Today we got a closeup view of the MV Dennis Sullivan, a real old fashioned sailing vessel that was built right here on the shores of Lake Michigan. The construction project was done by students, took several years to complete, including the good old fashioned part of boat building which includes waiting for things to weather.

Nowadays it’s still a school for mariners, as well as a “portable” classroom that visits ports around the Great Lakes some years, and does tourist cruises when it’s here at it’s home port.

Hidden Monsters

It has always been that the old despise the young.  I have no doubt about that.  Those with age and maturity seem to think, sometimes seem to demand, that those who lack age and maturity owe it to them to listen and obey the ways of the aged and more experienced.

What has not always been is a culture in which the young not only have access to all the information the aged think is their exclusive domain, but their experiences are completely different than the experiences of those who have gone before because the generation now reaching maturity has:

  1. Never had the experience of being a prosperous American (they are saddled with education debt and too many of them cannot find jobs commensurate with their education)
  2. At the same time they live in a society where our definition of poverty is 31X (yes, I did actually mean to write “31 times”) above the global definition of poverty.
  3. Never lived without computers, never had to survive with out gadgets, have no idea the challenges endured by those who lived before the computer age.

A lot of comments have been made about the mean age of Congress, and it’s not just Congress that tends to be populated by old white men.  Our national government continues to be disproportionately representative of that population.  Laws have been made over the life of this country making it harder for women, majorities and the young to effectively make their voices heard but that is gradually changing.

All of which is why I love this graphic.
IMG_0371

The world will change. Old white men will not hold the majority of power forever.  By ignoring the rise of a new electorate, the political powers that be are sealing their own fate.  And those who can see the hidden monster (just perhaps) can’t wait until it does.

The rich, the really, really rich, may think that they are insulated from the demands of the poor and the so-called powerless, but French aristocracy  thought the same before the French Revolution, Albanians and Poles and Czechs and Kashmiri’s thought the same before the Soviet Union collapsed.  Before the Arab Spring people in the Middle East refused to believe that the world was changing too.

The thing is, you cannot stop knowledge.  And when people realize how downtrodden they have been and get to that ignition point all the armored vehicles and all the tear gas or water cannons won’t keep them in the pre-defined boxes that society has kept them in.
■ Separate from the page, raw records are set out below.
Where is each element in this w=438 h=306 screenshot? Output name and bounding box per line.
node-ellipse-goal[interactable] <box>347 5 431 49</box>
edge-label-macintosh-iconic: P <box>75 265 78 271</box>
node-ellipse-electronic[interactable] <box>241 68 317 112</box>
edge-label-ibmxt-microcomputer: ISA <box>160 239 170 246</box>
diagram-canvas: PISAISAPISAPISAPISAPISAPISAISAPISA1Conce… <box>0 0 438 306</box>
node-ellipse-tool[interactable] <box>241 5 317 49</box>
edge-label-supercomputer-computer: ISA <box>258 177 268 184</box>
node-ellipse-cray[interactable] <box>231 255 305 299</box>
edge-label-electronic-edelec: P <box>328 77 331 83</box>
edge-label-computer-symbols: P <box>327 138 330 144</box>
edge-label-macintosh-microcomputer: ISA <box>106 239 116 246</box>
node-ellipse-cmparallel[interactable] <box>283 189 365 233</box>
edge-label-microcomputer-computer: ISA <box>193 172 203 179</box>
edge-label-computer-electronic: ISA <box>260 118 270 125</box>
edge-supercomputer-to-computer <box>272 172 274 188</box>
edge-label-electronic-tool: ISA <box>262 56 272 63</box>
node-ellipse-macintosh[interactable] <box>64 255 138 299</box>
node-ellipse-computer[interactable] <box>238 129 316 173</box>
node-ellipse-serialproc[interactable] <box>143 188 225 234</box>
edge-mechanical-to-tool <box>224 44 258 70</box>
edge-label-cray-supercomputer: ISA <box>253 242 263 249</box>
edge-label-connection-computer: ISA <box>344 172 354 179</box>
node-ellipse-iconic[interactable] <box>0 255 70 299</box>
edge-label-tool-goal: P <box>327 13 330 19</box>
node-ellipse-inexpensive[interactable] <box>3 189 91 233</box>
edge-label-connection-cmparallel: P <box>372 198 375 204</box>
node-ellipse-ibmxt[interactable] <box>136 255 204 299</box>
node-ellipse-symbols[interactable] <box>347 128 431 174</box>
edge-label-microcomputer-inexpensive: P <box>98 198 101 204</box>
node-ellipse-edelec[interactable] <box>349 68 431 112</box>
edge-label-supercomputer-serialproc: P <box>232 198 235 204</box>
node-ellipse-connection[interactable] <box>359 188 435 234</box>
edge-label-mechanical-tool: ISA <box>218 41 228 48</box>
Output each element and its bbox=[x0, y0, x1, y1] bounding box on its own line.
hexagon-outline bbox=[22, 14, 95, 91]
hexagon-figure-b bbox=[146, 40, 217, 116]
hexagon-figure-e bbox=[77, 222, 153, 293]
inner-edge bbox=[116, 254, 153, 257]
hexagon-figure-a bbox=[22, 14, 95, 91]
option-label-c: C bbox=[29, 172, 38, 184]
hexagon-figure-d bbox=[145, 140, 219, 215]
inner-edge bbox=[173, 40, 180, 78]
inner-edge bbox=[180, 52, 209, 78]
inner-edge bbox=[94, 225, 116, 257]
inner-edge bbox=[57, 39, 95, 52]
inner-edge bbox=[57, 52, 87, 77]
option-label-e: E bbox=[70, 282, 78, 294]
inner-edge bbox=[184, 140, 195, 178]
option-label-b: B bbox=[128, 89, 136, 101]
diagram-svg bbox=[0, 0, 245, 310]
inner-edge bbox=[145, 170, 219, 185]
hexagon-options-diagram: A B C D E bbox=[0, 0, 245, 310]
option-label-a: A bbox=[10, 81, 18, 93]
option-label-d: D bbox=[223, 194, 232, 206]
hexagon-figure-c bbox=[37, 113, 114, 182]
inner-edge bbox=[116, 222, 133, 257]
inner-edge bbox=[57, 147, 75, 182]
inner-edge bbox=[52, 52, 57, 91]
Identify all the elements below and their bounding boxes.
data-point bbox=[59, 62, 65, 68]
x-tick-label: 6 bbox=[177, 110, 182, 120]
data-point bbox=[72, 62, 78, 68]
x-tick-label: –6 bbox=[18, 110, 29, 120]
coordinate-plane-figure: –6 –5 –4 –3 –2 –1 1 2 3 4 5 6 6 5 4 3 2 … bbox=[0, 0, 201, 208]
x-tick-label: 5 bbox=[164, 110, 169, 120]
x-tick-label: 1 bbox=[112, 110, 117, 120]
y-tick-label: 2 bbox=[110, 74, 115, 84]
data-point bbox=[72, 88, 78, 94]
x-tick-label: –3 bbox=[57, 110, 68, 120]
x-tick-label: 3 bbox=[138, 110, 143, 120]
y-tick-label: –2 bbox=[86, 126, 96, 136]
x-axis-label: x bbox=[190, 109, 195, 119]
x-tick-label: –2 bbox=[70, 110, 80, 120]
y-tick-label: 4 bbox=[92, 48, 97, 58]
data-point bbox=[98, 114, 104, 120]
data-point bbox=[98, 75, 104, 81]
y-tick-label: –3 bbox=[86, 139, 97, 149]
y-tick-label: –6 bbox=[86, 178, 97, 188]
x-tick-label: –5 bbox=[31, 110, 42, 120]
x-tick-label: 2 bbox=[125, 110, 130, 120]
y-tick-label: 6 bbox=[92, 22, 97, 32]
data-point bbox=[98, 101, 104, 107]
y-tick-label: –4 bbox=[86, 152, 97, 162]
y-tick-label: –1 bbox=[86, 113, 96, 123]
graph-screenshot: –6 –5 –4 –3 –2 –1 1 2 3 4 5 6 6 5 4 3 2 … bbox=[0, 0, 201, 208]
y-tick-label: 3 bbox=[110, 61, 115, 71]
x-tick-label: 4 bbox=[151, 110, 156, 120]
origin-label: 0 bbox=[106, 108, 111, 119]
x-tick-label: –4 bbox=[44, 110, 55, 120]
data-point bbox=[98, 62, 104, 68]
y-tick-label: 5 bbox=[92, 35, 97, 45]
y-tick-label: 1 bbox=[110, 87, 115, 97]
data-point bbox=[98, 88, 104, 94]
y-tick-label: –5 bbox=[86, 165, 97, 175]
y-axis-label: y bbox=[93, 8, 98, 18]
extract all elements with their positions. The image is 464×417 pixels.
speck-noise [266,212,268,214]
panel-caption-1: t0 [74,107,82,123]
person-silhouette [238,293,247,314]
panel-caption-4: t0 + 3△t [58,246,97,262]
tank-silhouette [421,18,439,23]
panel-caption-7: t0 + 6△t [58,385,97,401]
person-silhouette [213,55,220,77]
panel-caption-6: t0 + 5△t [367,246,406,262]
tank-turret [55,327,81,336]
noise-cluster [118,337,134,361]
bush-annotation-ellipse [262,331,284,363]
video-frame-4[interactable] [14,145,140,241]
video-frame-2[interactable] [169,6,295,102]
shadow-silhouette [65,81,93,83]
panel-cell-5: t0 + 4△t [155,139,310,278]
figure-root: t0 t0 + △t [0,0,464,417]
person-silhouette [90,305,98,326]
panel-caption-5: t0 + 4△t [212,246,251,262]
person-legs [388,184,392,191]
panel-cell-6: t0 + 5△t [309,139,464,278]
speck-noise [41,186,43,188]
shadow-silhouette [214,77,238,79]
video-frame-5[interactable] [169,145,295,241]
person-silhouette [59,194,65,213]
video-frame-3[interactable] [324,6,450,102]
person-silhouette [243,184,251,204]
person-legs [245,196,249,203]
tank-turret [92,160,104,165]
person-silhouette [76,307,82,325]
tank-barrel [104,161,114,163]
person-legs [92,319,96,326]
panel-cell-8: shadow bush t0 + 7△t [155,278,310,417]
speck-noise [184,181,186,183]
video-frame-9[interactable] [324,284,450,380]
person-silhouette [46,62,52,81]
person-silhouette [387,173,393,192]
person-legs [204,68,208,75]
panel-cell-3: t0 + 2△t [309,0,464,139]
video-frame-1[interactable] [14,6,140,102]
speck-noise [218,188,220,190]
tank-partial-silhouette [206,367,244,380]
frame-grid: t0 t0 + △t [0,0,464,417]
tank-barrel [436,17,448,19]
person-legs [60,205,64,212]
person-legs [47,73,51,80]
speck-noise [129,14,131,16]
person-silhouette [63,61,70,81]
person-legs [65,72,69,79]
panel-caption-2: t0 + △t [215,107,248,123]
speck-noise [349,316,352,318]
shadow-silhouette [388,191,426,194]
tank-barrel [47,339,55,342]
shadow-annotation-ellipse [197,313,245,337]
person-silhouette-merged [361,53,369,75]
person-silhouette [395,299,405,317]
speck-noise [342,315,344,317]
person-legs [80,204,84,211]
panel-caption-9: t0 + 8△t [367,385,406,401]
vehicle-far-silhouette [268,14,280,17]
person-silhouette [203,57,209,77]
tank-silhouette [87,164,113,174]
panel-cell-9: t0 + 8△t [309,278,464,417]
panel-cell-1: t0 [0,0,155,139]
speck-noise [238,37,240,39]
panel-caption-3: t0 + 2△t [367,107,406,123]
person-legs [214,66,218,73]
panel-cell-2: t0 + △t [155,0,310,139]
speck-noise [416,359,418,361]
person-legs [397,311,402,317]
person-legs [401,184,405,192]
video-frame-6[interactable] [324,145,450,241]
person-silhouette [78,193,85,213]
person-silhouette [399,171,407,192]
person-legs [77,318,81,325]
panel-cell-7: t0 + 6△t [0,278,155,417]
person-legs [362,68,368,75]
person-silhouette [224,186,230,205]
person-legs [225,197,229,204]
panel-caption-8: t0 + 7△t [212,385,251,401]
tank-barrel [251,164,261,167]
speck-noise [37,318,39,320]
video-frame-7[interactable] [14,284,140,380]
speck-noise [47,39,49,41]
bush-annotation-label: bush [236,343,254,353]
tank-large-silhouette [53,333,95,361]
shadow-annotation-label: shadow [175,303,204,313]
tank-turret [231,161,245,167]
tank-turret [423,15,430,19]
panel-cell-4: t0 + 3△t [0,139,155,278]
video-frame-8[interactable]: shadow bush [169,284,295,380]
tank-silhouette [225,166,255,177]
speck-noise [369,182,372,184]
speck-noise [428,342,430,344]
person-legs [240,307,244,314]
The best hope for the world is not that governments wake up to the challenges of climate change.  The best hope for the world is that the generation facing climate change will  prevail over the old ways — however unruly that might be for corporate goals , or how violent it may be to those in seats of power and authority.

Just when that little girl will release the monster isn’t up to those who think they are strong. But they have a rude awakening awaiting them.